I have been using Dropbox three different ways:

1. Instead of a USB memory stick. It's a simple thing to access Dropbox, either directly or through a browser window, to transfer files from one of my computers to another. I can even upload a PDF file to Dropbox from my PC, and view it on my iPad/iPod/iPhone/Android device. And if I'm on a machine without Dropbox installed, I can still upload or download files using any Web browser.

2. With friends, family, and co-workers. I think this is the strongest use of Dropbox. I have swapped photos and documents with family and friends; and I have shared important files with co-workers and colleagues while working on collaborative projects.

3. With multiple operating systems on one computer. My work computer is a Windows box, but I also have several virtual Linux boxes running on it. Dropbox lets me share files seamlessly between Windows and Linux. It's cleaner and easier to use than any of the usual file-sharing solutions.

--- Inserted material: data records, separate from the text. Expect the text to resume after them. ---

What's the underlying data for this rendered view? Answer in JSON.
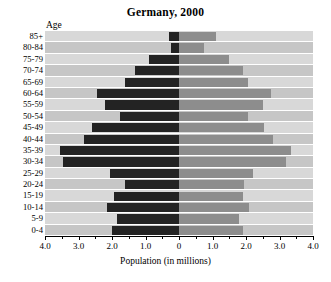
{
  "chart_data": {
    "type": "bar",
    "subtype": "population-pyramid",
    "title": "Germany, 2000",
    "xlabel": "Population (in millions)",
    "ylabel": "Age",
    "xlim": [
      -4.0,
      4.0
    ],
    "xticks": [
      "4.0",
      "3.0",
      "2.0",
      "1.0",
      "0",
      "1.0",
      "2.0",
      "3.0",
      "4.0"
    ],
    "xtick_values": [
      -4.0,
      -3.0,
      -2.0,
      -1.0,
      0,
      1.0,
      2.0,
      3.0,
      4.0
    ],
    "minor_tick_step": 0.5,
    "grid": true,
    "legend_position": "inside-top",
    "categories": [
      "85+",
      "80-84",
      "75-79",
      "70-74",
      "65-69",
      "60-64",
      "55-59",
      "50-54",
      "45-49",
      "40-44",
      "35-39",
      "30-34",
      "25-29",
      "20-24",
      "15-19",
      "10-14",
      "5-9",
      "0-4"
    ],
    "series": [
      {
        "name": "Males",
        "color": "#232323",
        "direction": "left",
        "values": [
          0.3,
          0.25,
          0.9,
          1.3,
          1.6,
          2.45,
          2.2,
          1.75,
          2.6,
          2.85,
          3.55,
          3.45,
          2.05,
          1.6,
          1.95,
          2.15,
          1.85,
          2.0
        ]
      },
      {
        "name": "Females",
        "color": "#8d8d8d",
        "direction": "right",
        "values": [
          1.1,
          0.75,
          1.5,
          1.9,
          2.05,
          2.75,
          2.5,
          2.05,
          2.55,
          2.8,
          3.35,
          3.2,
          2.2,
          1.95,
          1.9,
          2.1,
          1.8,
          1.9
        ]
      }
    ]
  },
  "labels": {
    "males": "Males",
    "females": "Females",
    "age_axis": "Age"
  }
}
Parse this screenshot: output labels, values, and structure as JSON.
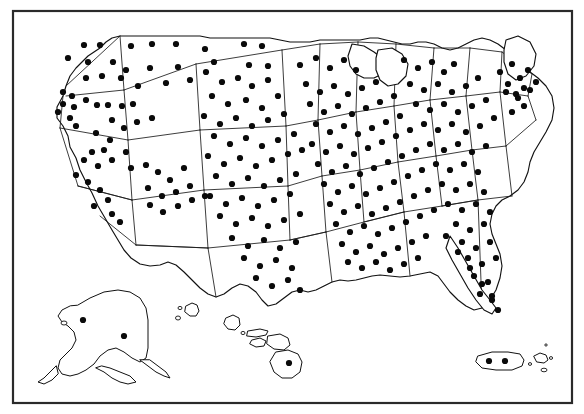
{
  "figure": {
    "background_color": "#ffffff",
    "ink_color": "#111111",
    "dot_color": "#0a0a0a",
    "frame_color": "#2a2a2a"
  },
  "frame": {
    "x": 13,
    "y": 11,
    "width": 559,
    "height": 392,
    "stroke_width": 2.2
  },
  "chart_data": {
    "type": "scatter",
    "xlabel": "",
    "ylabel": "",
    "projection": "albers-usa",
    "grid": false,
    "legend": "none",
    "dot_radius": 3.1,
    "total_dots": 268,
    "regions": [
      {
        "name": "Contiguous United States",
        "dots": 252
      },
      {
        "name": "Alaska",
        "dots": 2
      },
      {
        "name": "Hawaii",
        "dots": 1
      },
      {
        "name": "Puerto Rico",
        "dots": 2
      }
    ],
    "points": [
      [
        84,
        45
      ],
      [
        100,
        45
      ],
      [
        68,
        58
      ],
      [
        88,
        62
      ],
      [
        113,
        62
      ],
      [
        131,
        46
      ],
      [
        152,
        44
      ],
      [
        176,
        44
      ],
      [
        205,
        49
      ],
      [
        126,
        70
      ],
      [
        150,
        68
      ],
      [
        178,
        67
      ],
      [
        214,
        62
      ],
      [
        244,
        44
      ],
      [
        249,
        65
      ],
      [
        262,
        46
      ],
      [
        268,
        66
      ],
      [
        86,
        78
      ],
      [
        102,
        76
      ],
      [
        121,
        78
      ],
      [
        138,
        86
      ],
      [
        166,
        83
      ],
      [
        190,
        80
      ],
      [
        63,
        92
      ],
      [
        72,
        96
      ],
      [
        63,
        104
      ],
      [
        74,
        107
      ],
      [
        58,
        112
      ],
      [
        70,
        118
      ],
      [
        76,
        126
      ],
      [
        86,
        100
      ],
      [
        97,
        105
      ],
      [
        108,
        105
      ],
      [
        122,
        106
      ],
      [
        133,
        104
      ],
      [
        112,
        120
      ],
      [
        124,
        128
      ],
      [
        137,
        122
      ],
      [
        152,
        118
      ],
      [
        96,
        133
      ],
      [
        110,
        140
      ],
      [
        104,
        150
      ],
      [
        92,
        152
      ],
      [
        84,
        160
      ],
      [
        98,
        166
      ],
      [
        112,
        160
      ],
      [
        126,
        152
      ],
      [
        76,
        175
      ],
      [
        88,
        182
      ],
      [
        100,
        190
      ],
      [
        108,
        200
      ],
      [
        94,
        206
      ],
      [
        112,
        214
      ],
      [
        120,
        222
      ],
      [
        131,
        168
      ],
      [
        146,
        165
      ],
      [
        158,
        172
      ],
      [
        170,
        180
      ],
      [
        184,
        168
      ],
      [
        148,
        188
      ],
      [
        162,
        196
      ],
      [
        176,
        192
      ],
      [
        190,
        186
      ],
      [
        150,
        205
      ],
      [
        163,
        212
      ],
      [
        178,
        206
      ],
      [
        192,
        200
      ],
      [
        205,
        196
      ],
      [
        206,
        72
      ],
      [
        222,
        82
      ],
      [
        238,
        78
      ],
      [
        252,
        86
      ],
      [
        268,
        80
      ],
      [
        212,
        96
      ],
      [
        228,
        104
      ],
      [
        246,
        100
      ],
      [
        262,
        108
      ],
      [
        278,
        96
      ],
      [
        204,
        116
      ],
      [
        220,
        124
      ],
      [
        236,
        118
      ],
      [
        252,
        126
      ],
      [
        268,
        120
      ],
      [
        284,
        114
      ],
      [
        214,
        136
      ],
      [
        230,
        144
      ],
      [
        246,
        138
      ],
      [
        262,
        146
      ],
      [
        278,
        140
      ],
      [
        294,
        134
      ],
      [
        208,
        156
      ],
      [
        224,
        164
      ],
      [
        240,
        158
      ],
      [
        256,
        166
      ],
      [
        272,
        160
      ],
      [
        288,
        154
      ],
      [
        302,
        150
      ],
      [
        216,
        176
      ],
      [
        232,
        184
      ],
      [
        248,
        178
      ],
      [
        264,
        186
      ],
      [
        280,
        180
      ],
      [
        296,
        174
      ],
      [
        210,
        196
      ],
      [
        226,
        204
      ],
      [
        242,
        198
      ],
      [
        258,
        206
      ],
      [
        274,
        200
      ],
      [
        290,
        194
      ],
      [
        220,
        216
      ],
      [
        236,
        224
      ],
      [
        252,
        218
      ],
      [
        268,
        226
      ],
      [
        284,
        220
      ],
      [
        300,
        214
      ],
      [
        232,
        238
      ],
      [
        248,
        246
      ],
      [
        264,
        240
      ],
      [
        280,
        248
      ],
      [
        296,
        242
      ],
      [
        244,
        258
      ],
      [
        260,
        266
      ],
      [
        276,
        260
      ],
      [
        292,
        268
      ],
      [
        256,
        278
      ],
      [
        272,
        286
      ],
      [
        288,
        280
      ],
      [
        300,
        290
      ],
      [
        300,
        65
      ],
      [
        316,
        58
      ],
      [
        330,
        68
      ],
      [
        344,
        60
      ],
      [
        356,
        70
      ],
      [
        306,
        84
      ],
      [
        320,
        92
      ],
      [
        334,
        86
      ],
      [
        348,
        94
      ],
      [
        362,
        88
      ],
      [
        376,
        82
      ],
      [
        310,
        104
      ],
      [
        324,
        112
      ],
      [
        338,
        106
      ],
      [
        352,
        114
      ],
      [
        366,
        108
      ],
      [
        380,
        102
      ],
      [
        394,
        96
      ],
      [
        316,
        124
      ],
      [
        330,
        132
      ],
      [
        344,
        126
      ],
      [
        358,
        134
      ],
      [
        372,
        128
      ],
      [
        386,
        122
      ],
      [
        400,
        116
      ],
      [
        312,
        144
      ],
      [
        326,
        152
      ],
      [
        340,
        146
      ],
      [
        354,
        154
      ],
      [
        368,
        148
      ],
      [
        382,
        142
      ],
      [
        396,
        136
      ],
      [
        410,
        130
      ],
      [
        318,
        164
      ],
      [
        332,
        172
      ],
      [
        346,
        166
      ],
      [
        360,
        174
      ],
      [
        374,
        168
      ],
      [
        388,
        162
      ],
      [
        402,
        156
      ],
      [
        416,
        150
      ],
      [
        324,
        184
      ],
      [
        338,
        192
      ],
      [
        352,
        186
      ],
      [
        366,
        194
      ],
      [
        380,
        188
      ],
      [
        394,
        182
      ],
      [
        408,
        176
      ],
      [
        422,
        170
      ],
      [
        330,
        204
      ],
      [
        344,
        212
      ],
      [
        358,
        206
      ],
      [
        372,
        214
      ],
      [
        386,
        208
      ],
      [
        400,
        202
      ],
      [
        414,
        196
      ],
      [
        428,
        190
      ],
      [
        336,
        224
      ],
      [
        350,
        232
      ],
      [
        364,
        226
      ],
      [
        378,
        234
      ],
      [
        392,
        228
      ],
      [
        406,
        222
      ],
      [
        420,
        216
      ],
      [
        434,
        210
      ],
      [
        342,
        244
      ],
      [
        356,
        252
      ],
      [
        370,
        246
      ],
      [
        384,
        254
      ],
      [
        398,
        248
      ],
      [
        412,
        242
      ],
      [
        426,
        236
      ],
      [
        348,
        262
      ],
      [
        362,
        268
      ],
      [
        376,
        262
      ],
      [
        390,
        270
      ],
      [
        404,
        264
      ],
      [
        418,
        258
      ],
      [
        404,
        60
      ],
      [
        418,
        68
      ],
      [
        432,
        62
      ],
      [
        444,
        72
      ],
      [
        454,
        64
      ],
      [
        410,
        84
      ],
      [
        424,
        90
      ],
      [
        438,
        84
      ],
      [
        452,
        92
      ],
      [
        466,
        86
      ],
      [
        478,
        78
      ],
      [
        416,
        104
      ],
      [
        430,
        110
      ],
      [
        444,
        104
      ],
      [
        458,
        112
      ],
      [
        472,
        106
      ],
      [
        486,
        100
      ],
      [
        424,
        124
      ],
      [
        438,
        130
      ],
      [
        452,
        124
      ],
      [
        466,
        132
      ],
      [
        480,
        126
      ],
      [
        494,
        118
      ],
      [
        430,
        144
      ],
      [
        444,
        150
      ],
      [
        458,
        144
      ],
      [
        472,
        152
      ],
      [
        486,
        146
      ],
      [
        436,
        164
      ],
      [
        450,
        170
      ],
      [
        464,
        164
      ],
      [
        478,
        172
      ],
      [
        442,
        184
      ],
      [
        456,
        190
      ],
      [
        470,
        184
      ],
      [
        484,
        192
      ],
      [
        448,
        204
      ],
      [
        462,
        210
      ],
      [
        476,
        204
      ],
      [
        490,
        212
      ],
      [
        456,
        224
      ],
      [
        470,
        230
      ],
      [
        484,
        224
      ],
      [
        462,
        242
      ],
      [
        476,
        248
      ],
      [
        490,
        242
      ],
      [
        468,
        258
      ],
      [
        482,
        264
      ],
      [
        496,
        258
      ],
      [
        474,
        276
      ],
      [
        488,
        282
      ],
      [
        480,
        294
      ],
      [
        492,
        300
      ],
      [
        500,
        72
      ],
      [
        512,
        64
      ],
      [
        520,
        78
      ],
      [
        528,
        70
      ],
      [
        536,
        82
      ],
      [
        506,
        92
      ],
      [
        518,
        98
      ],
      [
        530,
        90
      ],
      [
        512,
        112
      ],
      [
        524,
        106
      ],
      [
        446,
        236
      ],
      [
        458,
        252
      ],
      [
        470,
        268
      ],
      [
        482,
        284
      ],
      [
        492,
        296
      ],
      [
        498,
        310
      ],
      [
        508,
        84
      ],
      [
        516,
        94
      ],
      [
        524,
        88
      ]
    ]
  },
  "insets": [
    {
      "name": "alaska",
      "label": "Alaska",
      "dot_count": 2
    },
    {
      "name": "hawaii",
      "label": "Hawaii",
      "dot_count": 1
    },
    {
      "name": "puerto-rico",
      "label": "Puerto Rico",
      "dot_count": 2
    }
  ]
}
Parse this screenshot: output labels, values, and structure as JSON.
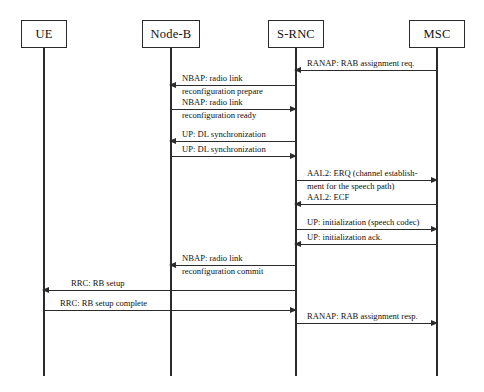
{
  "diagram": {
    "type": "sequence-diagram",
    "background_color": "#ffffff",
    "line_color": "#2b2b2b",
    "text_color": "#111111"
  },
  "actors": [
    {
      "id": "ue",
      "label": "UE"
    },
    {
      "id": "nodeb",
      "label": "Node-B"
    },
    {
      "id": "srnc",
      "label": "S-RNC"
    },
    {
      "id": "msc",
      "label": "MSC"
    }
  ],
  "messages": [
    {
      "id": "m1",
      "from": "msc",
      "to": "srnc",
      "direction": "left",
      "line1": "RANAP: RAB assignment req.",
      "line2": ""
    },
    {
      "id": "m2",
      "from": "srnc",
      "to": "nodeb",
      "direction": "left",
      "line1": "NBAP: radio link",
      "line2": "reconfiguration prepare"
    },
    {
      "id": "m3",
      "from": "nodeb",
      "to": "srnc",
      "direction": "right",
      "line1": "NBAP: radio link",
      "line2": "reconfiguration ready"
    },
    {
      "id": "m4",
      "from": "srnc",
      "to": "nodeb",
      "direction": "left",
      "line1": "UP: DL synchronization",
      "line2": ""
    },
    {
      "id": "m5",
      "from": "nodeb",
      "to": "srnc",
      "direction": "right",
      "line1": "UP: DL synchronization",
      "line2": ""
    },
    {
      "id": "m6",
      "from": "srnc",
      "to": "msc",
      "direction": "right",
      "line1": "AAL2: ERQ (channel establish-",
      "line2": "ment for the speech path)"
    },
    {
      "id": "m7",
      "from": "msc",
      "to": "srnc",
      "direction": "left",
      "line1": "AAL2: ECF",
      "line2": ""
    },
    {
      "id": "m8",
      "from": "srnc",
      "to": "msc",
      "direction": "right",
      "line1": "UP: initialization (speech codec)",
      "line2": ""
    },
    {
      "id": "m9",
      "from": "msc",
      "to": "srnc",
      "direction": "left",
      "line1": "UP: initialization ack.",
      "line2": ""
    },
    {
      "id": "m10",
      "from": "srnc",
      "to": "nodeb",
      "direction": "left",
      "line1": "NBAP: radio link",
      "line2": "reconfiguration commit"
    },
    {
      "id": "m11",
      "from": "srnc",
      "to": "ue",
      "direction": "left",
      "line1": "RRC: RB setup",
      "line2": ""
    },
    {
      "id": "m12",
      "from": "ue",
      "to": "srnc",
      "direction": "right",
      "line1": "RRC: RB setup complete",
      "line2": ""
    },
    {
      "id": "m13",
      "from": "srnc",
      "to": "msc",
      "direction": "right",
      "line1": "RANAP: RAB assignment resp.",
      "line2": ""
    }
  ]
}
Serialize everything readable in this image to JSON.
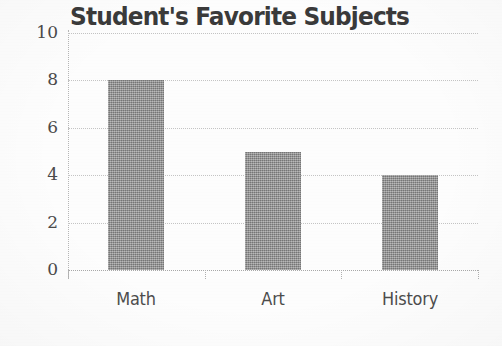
{
  "chart_data": {
    "type": "bar",
    "title": "Student's Favorite Subjects",
    "categories": [
      "Math",
      "Art",
      "History"
    ],
    "values": [
      8,
      5,
      4
    ],
    "xlabel": "",
    "ylabel": "",
    "ylim": [
      0,
      10
    ],
    "y_ticks": [
      10,
      8,
      6,
      4,
      2,
      0
    ],
    "grid": "horizontal-dotted",
    "legend": "none",
    "bar_color": "#8e8e8e",
    "gridline_color": "#c4c4c4",
    "title_color": "#3a3a3a",
    "tick_label_color": "#4a4a4a",
    "background_color": "#fdfdfd"
  },
  "axis": {
    "y_tick_labels": [
      "10",
      "8",
      "6",
      "4",
      "2",
      "0"
    ],
    "x_tick_labels": [
      "Math",
      "Art",
      "History"
    ]
  }
}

A basic Dropbox account is free, and gives you 2 GB of cloud-based storage space. Dropbox has an incentive program whereby you can increase the size of your storage space (up to 16 GB) through referrals and other means. If you want, you can also buy more storage space: 100 GB will cost you $10 per month, for starters.

Dropbox is fast, robust, and simple. It doesn't require a lot of space on your computer. If it's not installed on a computer you're using, you can still get to your files using a Web browser. If you really  want to (heavy sigh), you can integrate it with your Twitter or Facebook account. 

And (nerd alert!) if you want to build it seamlessly into your next software project, Dropbox has a versatile API, and SDKs for all the operating systems that it supports.

Dropbox doesn't know I'm posting this, and they're not going to reward or recompense me in any way. I like my reviews to be honest, unbiased, and independent. See my article, "Blogging for Dollars," for more information.

Oops - the secret's out

It's a good thing the Obama administration has such a tight hold on operational security. I'm sure that the rebels in Syria are both impressed and reassured by it.

To quote the header of a news item today:

"WASHINGTON (Reuters) - President Barack Obama has signed a secret order authorizing U.S. support for rebels seeking to depose Syrian President Bashar al-Assad and his government, sources familiar with the matter said."

It seems to me that somebody inside the Obama administration doesn't understand the concept of "secret."